Crème Brûlée Recipe

Crème Brûlée Recipe

Make Crème Brûlée Recipe: silky vanilla custard with a crisp caramel top, perfect for elegant weeknight desserts.

Ingredients

Instructions

Step 1: Preheat and set the bain‑marie

Preheat the oven to 300°F (150°C) and place a neatly folded kitchen towel in the bottom of a deep roasting pan. Arrange six 4‑ounce (120‑ml) clean white porcelain ramekins on the towel, spaced evenly so steam and gentle heat will circulate. Set a kettle of water to heat until very hot so it’s ready for the water bath; this step is about setting the gentle, even environment the custards will bake in and making sure your vessels are perfectly steadied and ready on the single surface.

Step 2: Whisk the yolks and sugar to a ribbon

In a modern matte grey ceramic mixing bowl, whisk together six large egg yolks with 1/2 cup (100 g) granulated sugar and 1/8 teaspoon fine sea salt. Vigorously whisk until the mixture becomes silky, pale and slightly thickened — you should be able to lift the whisk and see a slow ribbon that barely holds its shape. Rest the polished stainless whisk across the rim of the bowl, leaving faint streaks of pale custard clinging to the wires; this is the visual of aeration and structure.

Step 3: Warm the vanilla‑flecked cream and temper the yolks

Warm 2 1/2 cups (600 ml) heavy cream in a glass measuring jug or pale enamel pitcher until steaming with tiny bubbles at the edges; if using a vanilla bean, the speckled seeds cling to the cream and the pod rests nearby in a small dish. Remove from heat, let cool a moment, then slowly ladle a thin stream — about 1/2 cup at a time — of the warm cream into the yolk mixture while whisking in the same matte grey bowl until the yolks are gently warmed and loosened. The bowl shows a glossy, ribboned custard now thinned to a silky pourable state, flecked with vanilla.

Step 4: Strain and portion into ramekins, prepare the water bath

Set a fine‑mesh sieve over a clear measuring jug and pour the custard through to ensure a glassy, bubble‑free texture; skim any foam and discard. Carefully divide the smooth, pale custard evenly among the six white ramekins, filling each to about 1/8 inch (3 mm) below the rim. Place the filled ramekins back into the prepared roasting pan on the towel. Pour very hot water into the pan until it reaches about halfway up the ramekin sides — the calm, reflective water line communicates gentle, even baking. The whisk and the grey bowl remain nearby, tidy and present.

Step 5: Cool, chill, and sugar the tops for caramelizing

After baking until the edges are set and centers wobble softly, lift the ramekins out of the water bath and let them cool to barely warm on a wire rack on the same surface. Once near room temperature, cover each ramekin with plastic wrap (not touching the custard surface) and refrigerate until fully set, ideally 8–24 hours. Before serving, blot any surface moisture with a paper towel, then evenly sprinkle 1–1 1/2 teaspoons granulated sugar across each top, tilting and tapping to create a thin, uniform crystalline layer. Arrange a small butane torch nearby on the marble surface, ready but not lit — the sugared, matte white tops glisten faintly with raw granules.

Step 6: Caramelize and present the final crème brûlée

Use a kitchen torch or broiler to melt and caramelize the sugar until a deep golden‑amber, glassy shell forms; allow the caramel to cool and harden for a few minutes. Present each ramekin chilled, the cracked, brittle caramel contrasting with the custard’s satin interior. Garnish sparingly with a couple of fresh berries and a tiny mint leaf if desired. The final plating is a very close, eye‑level view of a single white porcelain ramekin: a thin, glossy amber dome, hairline crack revealing the creamy pale custard beneath, fine vanilla flecks visible in the custard, and soft luminous highlights on the caramelized surface — the tactile invitation to tap through the shell with a spoon.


* [ACTIVITY] Give the entries again exactly. Skip the pictures.

◇ ◇ ◇ ◇ ◇

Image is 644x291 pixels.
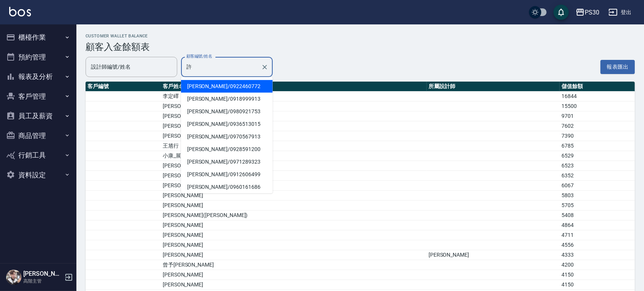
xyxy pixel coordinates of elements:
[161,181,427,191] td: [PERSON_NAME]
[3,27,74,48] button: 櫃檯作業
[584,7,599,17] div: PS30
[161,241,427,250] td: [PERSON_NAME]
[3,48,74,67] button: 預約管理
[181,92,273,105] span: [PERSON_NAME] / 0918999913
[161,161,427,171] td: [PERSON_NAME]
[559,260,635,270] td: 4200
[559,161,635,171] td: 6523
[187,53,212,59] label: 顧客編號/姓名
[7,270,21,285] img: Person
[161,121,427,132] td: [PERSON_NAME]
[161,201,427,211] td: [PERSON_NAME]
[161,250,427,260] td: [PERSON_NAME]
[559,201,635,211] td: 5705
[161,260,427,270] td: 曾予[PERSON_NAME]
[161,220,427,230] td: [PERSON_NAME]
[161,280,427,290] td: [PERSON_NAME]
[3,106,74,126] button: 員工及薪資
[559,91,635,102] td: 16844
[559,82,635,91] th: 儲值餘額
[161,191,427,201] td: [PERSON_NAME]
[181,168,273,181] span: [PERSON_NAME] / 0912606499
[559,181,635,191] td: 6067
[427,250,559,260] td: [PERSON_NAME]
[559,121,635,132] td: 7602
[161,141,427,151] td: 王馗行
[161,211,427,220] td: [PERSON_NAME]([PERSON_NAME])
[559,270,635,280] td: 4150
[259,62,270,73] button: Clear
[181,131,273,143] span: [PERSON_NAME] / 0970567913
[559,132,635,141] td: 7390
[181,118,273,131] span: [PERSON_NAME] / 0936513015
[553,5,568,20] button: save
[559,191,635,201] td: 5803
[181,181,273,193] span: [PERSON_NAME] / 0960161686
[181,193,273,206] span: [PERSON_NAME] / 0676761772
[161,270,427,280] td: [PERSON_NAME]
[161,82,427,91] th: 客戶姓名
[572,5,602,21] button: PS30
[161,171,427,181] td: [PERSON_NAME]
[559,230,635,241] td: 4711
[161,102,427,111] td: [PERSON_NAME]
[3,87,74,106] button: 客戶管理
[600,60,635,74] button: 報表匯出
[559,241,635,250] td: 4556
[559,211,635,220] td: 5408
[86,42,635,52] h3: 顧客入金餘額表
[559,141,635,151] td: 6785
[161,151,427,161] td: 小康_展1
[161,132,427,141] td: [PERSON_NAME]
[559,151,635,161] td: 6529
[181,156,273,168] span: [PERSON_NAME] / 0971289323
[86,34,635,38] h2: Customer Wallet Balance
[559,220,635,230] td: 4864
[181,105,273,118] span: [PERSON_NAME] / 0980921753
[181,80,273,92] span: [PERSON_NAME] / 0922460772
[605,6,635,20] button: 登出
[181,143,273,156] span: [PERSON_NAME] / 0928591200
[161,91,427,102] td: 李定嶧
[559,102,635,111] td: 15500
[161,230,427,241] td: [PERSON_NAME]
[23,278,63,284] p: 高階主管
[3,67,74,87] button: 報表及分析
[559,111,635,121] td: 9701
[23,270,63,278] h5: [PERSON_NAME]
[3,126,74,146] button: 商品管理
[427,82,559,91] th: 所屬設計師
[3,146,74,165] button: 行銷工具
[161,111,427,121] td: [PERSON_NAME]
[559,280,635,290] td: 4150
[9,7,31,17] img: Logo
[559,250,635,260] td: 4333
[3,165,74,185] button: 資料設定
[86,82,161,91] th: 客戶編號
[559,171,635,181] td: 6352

◇ ◇ ◇ ◇ ◇

* [ANSWER TO THIS EXERCISE]
Image is 644x291 pixels.
xyxy pixel coordinates of elements:
[161,181,427,191] td: [PERSON_NAME]
[3,27,74,48] button: 櫃檯作業
[584,7,599,17] div: PS30
[161,241,427,250] td: [PERSON_NAME]
[3,48,74,67] button: 預約管理
[181,92,273,105] span: [PERSON_NAME] / 0918999913
[161,161,427,171] td: [PERSON_NAME]
[559,260,635,270] td: 4200
[559,161,635,171] td: 6523
[187,53,212,59] label: 顧客編號/姓名
[7,270,21,285] img: Person
[161,121,427,132] td: [PERSON_NAME]
[161,201,427,211] td: [PERSON_NAME]
[161,250,427,260] td: [PERSON_NAME]
[559,201,635,211] td: 5705
[161,260,427,270] td: 曾予[PERSON_NAME]
[161,220,427,230] td: [PERSON_NAME]
[161,280,427,290] td: [PERSON_NAME]
[3,106,74,126] button: 員工及薪資
[559,91,635,102] td: 16844
[559,82,635,91] th: 儲值餘額
[161,191,427,201] td: [PERSON_NAME]
[181,168,273,181] span: [PERSON_NAME] / 0912606499
[559,181,635,191] td: 6067
[427,250,559,260] td: [PERSON_NAME]
[559,121,635,132] td: 7602
[161,141,427,151] td: 王馗行
[161,211,427,220] td: [PERSON_NAME]([PERSON_NAME])
[559,270,635,280] td: 4150
[259,62,270,73] button: Clear
[181,131,273,143] span: [PERSON_NAME] / 0970567913
[559,132,635,141] td: 7390
[181,118,273,131] span: [PERSON_NAME] / 0936513015
[553,5,568,20] button: save
[559,191,635,201] td: 5803
[181,181,273,193] span: [PERSON_NAME] / 0960161686
[181,193,273,206] span: [PERSON_NAME] / 0676761772
[161,270,427,280] td: [PERSON_NAME]
[161,82,427,91] th: 客戶姓名
[572,5,602,21] button: PS30
[161,171,427,181] td: [PERSON_NAME]
[559,230,635,241] td: 4711
[161,102,427,111] td: [PERSON_NAME]
[3,87,74,106] button: 客戶管理
[600,60,635,74] button: 報表匯出
[559,241,635,250] td: 4556
[559,211,635,220] td: 5408
[86,42,635,52] h3: 顧客入金餘額表
[559,141,635,151] td: 6785
[161,151,427,161] td: 小康_展1
[161,132,427,141] td: [PERSON_NAME]
[559,151,635,161] td: 6529
[181,156,273,168] span: [PERSON_NAME] / 0971289323
[86,34,635,38] h2: Customer Wallet Balance
[559,220,635,230] td: 4864
[181,105,273,118] span: [PERSON_NAME] / 0980921753
[181,80,273,92] span: [PERSON_NAME] / 0922460772
[605,6,635,20] button: 登出
[181,143,273,156] span: [PERSON_NAME] / 0928591200
[161,91,427,102] td: 李定嶧
[559,102,635,111] td: 15500
[161,230,427,241] td: [PERSON_NAME]
[23,278,63,284] p: 高階主管
[3,67,74,87] button: 報表及分析
[559,111,635,121] td: 9701
[23,270,63,278] h5: [PERSON_NAME]
[3,126,74,146] button: 商品管理
[427,82,559,91] th: 所屬設計師
[3,146,74,165] button: 行銷工具
[161,111,427,121] td: [PERSON_NAME]
[559,280,635,290] td: 4150
[9,7,31,17] img: Logo
[559,250,635,260] td: 4333
[3,165,74,185] button: 資料設定
[86,82,161,91] th: 客戶編號
[559,171,635,181] td: 6352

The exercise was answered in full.